Compliance Tech Challenges: The T&E Example

There we were last week, 14 of us, sitting around a large restaurant table to enjoy lunch and talk about data analytics tools to help compliance officers do their jobs. One participant vented about his company’s software to track travel and entertainment expenses.

“I don’t like it,” the person said. “You get training on how to use the system once, and that was months ago, and then you don’t use it all that often, and when you do need to use it there’s a log-in, the classification codes, and it’s a different system than everything else.”

The speaker made a face half unhappy and half exasperated. Heads nodded in agreement around the room—and remember, compliance officers are the ones who are supposed to tell all the other employees that using these systems is a good thing.

That vignette happened last week when Convercent came here to Boston, holding one of its Compliance Tech Talks. The conversation was excellent, and the speaker’s outburst struck a chord. The real problem here isn’t that software designed to help compliance officers doesn’t work. It generally does. The compliance officer above, for example, uses one of the largest vendors that sells software to track T&E expenses.

The problem is that too often, the software designed to help compliance officers isn’t designed to help employees.

Let’s deconstruct our unhappy compliance officer’s example. First, the T&E reporting system is separate from other financial reporting systems that employees use—so the employee sees it as an extra step, a bolt-on exercise after the travel expense has been incurred. Right there, compliance has become something that slows business operations more than it enhances them.

Don't be that IT system.

Don’t be that IT system.

Second, the T&E reporting system is hard to use. At this point I wish I could name the vendor involved to give more specific detail, but we held the meeting under rules of confidentiality. Suffice to say, an ideal system should require single sign-on, so employees aren’t creating yet another ID and jotting down yet another password on a Post-It note. It should allow employees to report what they’ve done, rather than sift through menu options, check boxes, and text fields where the system steers them to what the system allows you to report.

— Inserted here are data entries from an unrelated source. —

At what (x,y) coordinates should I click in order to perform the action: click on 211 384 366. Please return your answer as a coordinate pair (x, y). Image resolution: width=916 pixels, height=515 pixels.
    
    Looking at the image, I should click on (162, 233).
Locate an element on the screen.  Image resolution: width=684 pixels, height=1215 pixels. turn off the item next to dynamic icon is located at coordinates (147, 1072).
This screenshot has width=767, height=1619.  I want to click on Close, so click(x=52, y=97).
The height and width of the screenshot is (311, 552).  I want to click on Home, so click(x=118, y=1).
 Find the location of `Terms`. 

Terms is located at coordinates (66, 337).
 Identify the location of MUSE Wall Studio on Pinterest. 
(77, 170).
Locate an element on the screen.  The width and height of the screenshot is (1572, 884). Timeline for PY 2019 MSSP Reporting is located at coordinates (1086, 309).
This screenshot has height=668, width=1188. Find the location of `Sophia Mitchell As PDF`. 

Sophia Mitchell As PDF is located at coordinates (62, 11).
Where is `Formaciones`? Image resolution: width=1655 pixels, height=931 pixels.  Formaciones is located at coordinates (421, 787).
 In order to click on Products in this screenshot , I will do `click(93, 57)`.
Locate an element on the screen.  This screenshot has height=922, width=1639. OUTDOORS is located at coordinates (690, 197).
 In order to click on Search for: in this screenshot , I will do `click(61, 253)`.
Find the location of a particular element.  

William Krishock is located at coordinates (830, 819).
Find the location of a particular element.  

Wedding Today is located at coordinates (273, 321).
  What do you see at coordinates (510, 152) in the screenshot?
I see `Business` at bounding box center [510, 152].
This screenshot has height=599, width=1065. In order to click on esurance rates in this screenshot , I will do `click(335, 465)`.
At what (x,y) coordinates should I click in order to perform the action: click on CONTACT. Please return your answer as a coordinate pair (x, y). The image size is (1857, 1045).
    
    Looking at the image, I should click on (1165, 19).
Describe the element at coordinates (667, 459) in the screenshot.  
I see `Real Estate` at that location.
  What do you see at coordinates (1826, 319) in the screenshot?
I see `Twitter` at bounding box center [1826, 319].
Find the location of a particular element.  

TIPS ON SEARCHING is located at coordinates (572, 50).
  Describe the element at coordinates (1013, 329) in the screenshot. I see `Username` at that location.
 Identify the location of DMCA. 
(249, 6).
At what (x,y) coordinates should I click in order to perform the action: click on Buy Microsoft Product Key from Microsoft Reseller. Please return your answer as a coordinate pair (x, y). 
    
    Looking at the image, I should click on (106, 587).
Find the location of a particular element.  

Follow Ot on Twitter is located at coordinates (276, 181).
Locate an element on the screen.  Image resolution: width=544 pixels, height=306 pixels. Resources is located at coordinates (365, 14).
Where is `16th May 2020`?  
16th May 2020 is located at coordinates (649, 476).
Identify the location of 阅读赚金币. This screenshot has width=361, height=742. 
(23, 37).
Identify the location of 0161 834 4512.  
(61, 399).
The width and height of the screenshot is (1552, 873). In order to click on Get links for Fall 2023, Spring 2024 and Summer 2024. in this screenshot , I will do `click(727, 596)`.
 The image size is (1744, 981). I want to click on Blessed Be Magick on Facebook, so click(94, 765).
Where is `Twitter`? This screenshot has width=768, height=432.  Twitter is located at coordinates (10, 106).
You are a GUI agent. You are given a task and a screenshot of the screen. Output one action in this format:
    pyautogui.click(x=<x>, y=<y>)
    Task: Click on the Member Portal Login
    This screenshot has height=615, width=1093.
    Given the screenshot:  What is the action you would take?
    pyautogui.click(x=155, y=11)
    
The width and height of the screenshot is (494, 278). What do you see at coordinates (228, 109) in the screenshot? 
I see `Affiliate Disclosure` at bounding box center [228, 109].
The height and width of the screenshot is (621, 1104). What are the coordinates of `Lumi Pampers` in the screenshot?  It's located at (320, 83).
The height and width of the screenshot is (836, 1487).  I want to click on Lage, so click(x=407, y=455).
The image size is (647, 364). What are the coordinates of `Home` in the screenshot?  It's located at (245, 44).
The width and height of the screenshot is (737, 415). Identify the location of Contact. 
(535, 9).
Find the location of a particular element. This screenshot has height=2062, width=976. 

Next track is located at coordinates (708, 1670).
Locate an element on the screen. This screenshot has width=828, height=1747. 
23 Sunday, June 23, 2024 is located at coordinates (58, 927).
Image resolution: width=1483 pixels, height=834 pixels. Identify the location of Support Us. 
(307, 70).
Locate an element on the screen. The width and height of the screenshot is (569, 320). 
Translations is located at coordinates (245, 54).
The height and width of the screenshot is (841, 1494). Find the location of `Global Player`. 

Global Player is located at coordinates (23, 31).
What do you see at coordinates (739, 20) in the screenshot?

My personal dream is some automated image-recognition system, where employees can snap a photo of a receipt as they get one, and upload that automatically into a master report for each business trip. I know the technology is getting there but hasn’t fully arrived, and I appreciate that IT budgets to buy all these solutions do not grow on trees. For now, just question how easy your reporting system truly is for employees to use.

Think Holistically

And while our compliance person above didn’t mention it, we have a third variable worth considering, too. How much does your T&E reporting system complement other efforts in your compliance program to prevent misconduct in fraudulent expense reporting? What does the whole picture look like?

For example, if you have a strict policy on entertainment expenses for employees traveling overseas, and considerable training that they receive at the start of employment—but then nothing else, and many moons later they fire up the expense reporting system after that trip overseas is already done, you haven’t accomplished much.

The ideal approach to fight the risk of fraudulent T&E expenses by marshaling numerous controls and processes to work as one whole. Training on expense policies and reporting systems is important, of course. If your company has its own travel office to book trips for employees, use its potential: remind employees just before their trips of what company policies are, ideally by automated email or text message alerts.

The broader point here is that a successful fight against T&E fraud is a process—one that involves training, software tools, policies, subtle reminders, messages from the executive corps, and more. It is a whole process, and one that respects how employees need to work if they’re to do their jobs.

Or you can implement a lone control, in the form of a software application, without respecting how humans function and employees work. And you’ll be lucky if you like it yourself.